Deduction disallowed for criminal restitution for fraudulent loan
The Tax Court denied a taxpayer’s claim that $400,000 he paid in criminal restitution was deductible as a miscellaneous itemized deduction.
Facts: Martin Washburn was president of FoodPro, a California company, which owned a majority stake in Golden Sierra Partners (GSP) LLC, of which he was corporate secretary. In 2003, GSP obtained a $9.4 million loan from Overseas Private Investment Corporation (OPIC) to build a grain milling and baking operation in Estonia. FoodPro was GSP’s U.S. sponsor for purposes of this loan.
In March 2005, OPIC discovered that GSP had misrepresented certain facts on its loan application. In 2011, Washburn pleaded guilty in a district court to one count each of (1) conspiracy to commit mail and wire fraud and (2) money laundering. As part of his sentence, he was ordered to pay $750,000 in restitution. In 2014 Washburn made four restitution payments totaling $400,000 from his individual retirement accounts and investment accounts.
Issues: On his 2014 federal income tax return, Washburn listed the $400,000 as estimated taxes paid. In May 2015, the IRS notified Washburn that no estimated tax payments had been made, removing the $400,000 from the calculation. During a Collection Due Process hearing, Washburn abandoned his argument that the restitution payments represented estimated tax payments but then said they should be reflected as tax credits against his 2014 tax under Sec. 1341. IRS Appeals rejected this and sustained the proposed levy. Washburn filed a petition with the Tax Court seeking review of the notice of determination.
Washburn conceded at trial that the payments were not estimated taxes or credits; instead, he said he was entitled to a miscellaneous itemized deduction for them. The court examined whether they could be deducted under Sec. 162(a) as an ordinary and necessary business expense of the trade or business of being an employee, under Sec. 165(c)(1) as a loss incurred in such a trade or business, or under Sec. 165(c)(2) as a loss from a transaction entered into for profit.
Holding: The Tax Court noted that under Sec. 67(b) and Temp. Regs. Sec. 1.67–1T(a)(1)(i), the restitution payments would be deductible as miscellaneous itemized deductions under Sec. 162(a) or 165(c)(1) if they constituted expenses or losses attributable to the performance of services of an employee and only to the extent the employee was not entitled to reimbursement from his or her employer for the expenses. Washburn’s W–2 from FoodPro showed he was an employee of FoodPro in 2014, and his employee status with GSP was unclear, but he failed to show that he was not entitled to reimbursement from either of these entities for his payments.
The Tax Court further stated that even if he was not entitled to reimbursement, however, Washburn had not proved that the restitution payments were ordinary and necessary business expenses or were losses incurred as an employee of either entity. The court found that the restitution payments were in substance repayments of the loan GSP fraudulently obtained from OPIC. Under longstanding Supreme Court precedent (Kirby Lumber Co., 284 U.S. 1 (1931)), a payment of loan principal is not deductible because loan proceeds are not includible in income when received. Thus, the Tax Court held that restitution payments Washburn made were not deductible as ordinary or necessary trade or business expenses under Sec. 162(a) or 165(c)(1).
The Tax Court then considered whether the restitution payments were deductible as expenses incurred in a transaction Washburn entered into for profit under Sec 165(c)(2). Citing Supreme Court precedent (Burnet v. Clark, 287 U.S. 410 (1932)), the court found that the business that a corporation’s officer conducts on behalf of the corporation is not his or her own business. The court observed that Washburn’s misdeeds with regard to the loan were done in his capacity as secretary of GSP and president of FoodPro, for the benefit of those entities. Moreover, the restitution payments Washburn made were intended to compensate OPIC for its loss related to its loan to GSP. Therefore, the Tax Court concluded that Washburn had not shown he was engaged in a transaction entered into for profit and, accordingly, held that he could not deduct the restitution payments under Sec. 165(c)(2).
— By Sebastian Benjamin Murolo, CPA, MBA, an assistant professor at Queensborough Community College, The City University of New York, Bayside, N.Y.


Would you print every entry below exactly as written, omitting the images?

══════════════════════════════

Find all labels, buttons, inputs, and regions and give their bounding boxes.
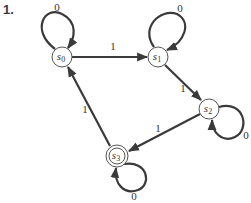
state-s0: s0 [52,47,72,67]
transition-label: 1 [180,82,186,94]
transition-s1-s1: 0 [149,2,185,50]
transition-label: 1 [155,122,161,134]
state-s3-accepting: s3 [106,145,128,167]
transition-s0-s0: 0 [42,1,74,49]
transition-label: 1 [82,103,88,115]
transition-label: 0 [54,1,60,13]
state-s2: s2 [199,99,219,119]
transition-label: 0 [243,129,249,141]
transition-s1-s2: 1 [165,65,201,100]
transition-label: 0 [131,190,137,202]
transition-s0-s1: 1 [72,40,147,57]
transition-label: 0 [177,2,183,14]
transition-s3-s3: 0 [116,164,146,202]
transition-s2-s3: 1 [129,114,200,151]
transition-label: 1 [110,40,116,52]
state-diagram: 0 1 0 1 0 1 0 1 s0 s1 [0,0,251,203]
state-s1: s1 [148,47,168,67]
transition-s3-s0: 1 [68,67,110,146]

══════════════════════════════

* **Task answer**
Find all labels, buttons, inputs, and regions and give their bounding boxes.
state-s0: s0 [52,47,72,67]
transition-label: 1 [180,82,186,94]
transition-s1-s1: 0 [149,2,185,50]
transition-label: 1 [155,122,161,134]
state-s3-accepting: s3 [106,145,128,167]
transition-s0-s0: 0 [42,1,74,49]
transition-label: 1 [82,103,88,115]
transition-label: 0 [54,1,60,13]
state-s2: s2 [199,99,219,119]
transition-label: 0 [243,129,249,141]
transition-s1-s2: 1 [165,65,201,100]
transition-label: 0 [131,190,137,202]
transition-s0-s1: 1 [72,40,147,57]
transition-label: 0 [177,2,183,14]
transition-s3-s3: 0 [116,164,146,202]
transition-s2-s3: 1 [129,114,200,151]
transition-label: 1 [110,40,116,52]
state-diagram: 0 1 0 1 0 1 0 1 s0 s1 [0,0,251,203]
state-s1: s1 [148,47,168,67]
transition-s3-s0: 1 [68,67,110,146]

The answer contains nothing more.